Havana, Cuba.-The 28th United States-Cuba Friendship Caravan, led by Pastors for Peace, will pay tribute here today to the founder of that interreligious platform, Rev. Lucius Walker, who passed away in 2010.
The 28-people visiting group, mostly Americans, but also Mexicans and Europeans, arrived in the island yesterday to support the claims for the cessation of the economic, financial and commercial blockade imposed by Washington for almost six decades.
According to the executive director of Pastors for Peace, Gail Walker, the activists will demand the administration of U.S. President, Donald Trump, to keep the progress boosted by his predecessor, Barack Obama, and authorize the citizens of that country to travel to Cuba freely.
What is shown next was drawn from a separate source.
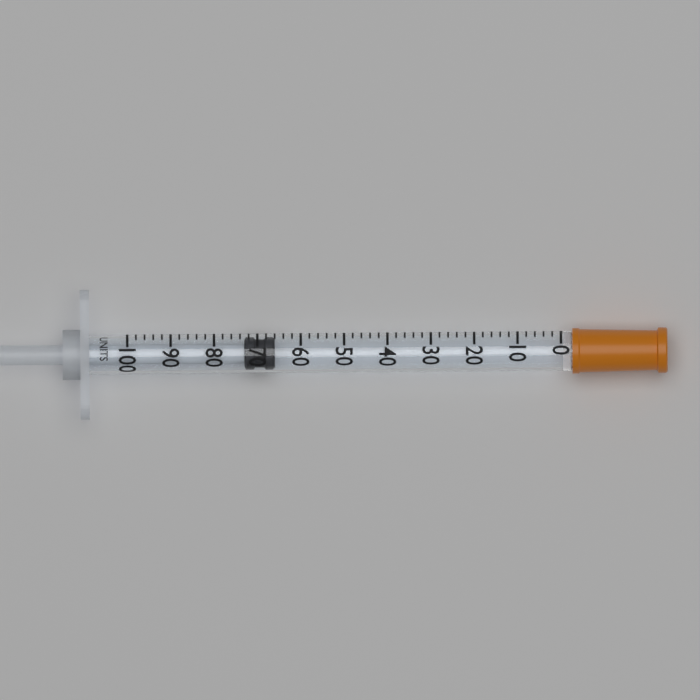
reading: 66 units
The caravan, which brings a symbolic donation of first-aid medicines in the Caribbean nation, will tour several Cuban provinces and meet with citizens, churches and cultural entities.
The Caravan of Friendship began in April a tour across 50 U.S. cities to report on the Cuban reality and Trump’s attempts to reverse the incipient process of normalization of bilateral relations.
Pastors for Peace emerged in 1988 as a project of the Interreligious Foundation for Community Organization, led at that time by Rev. Lucius Walker, and has been directing his initiatives of solidarity towards Cuba since 1992.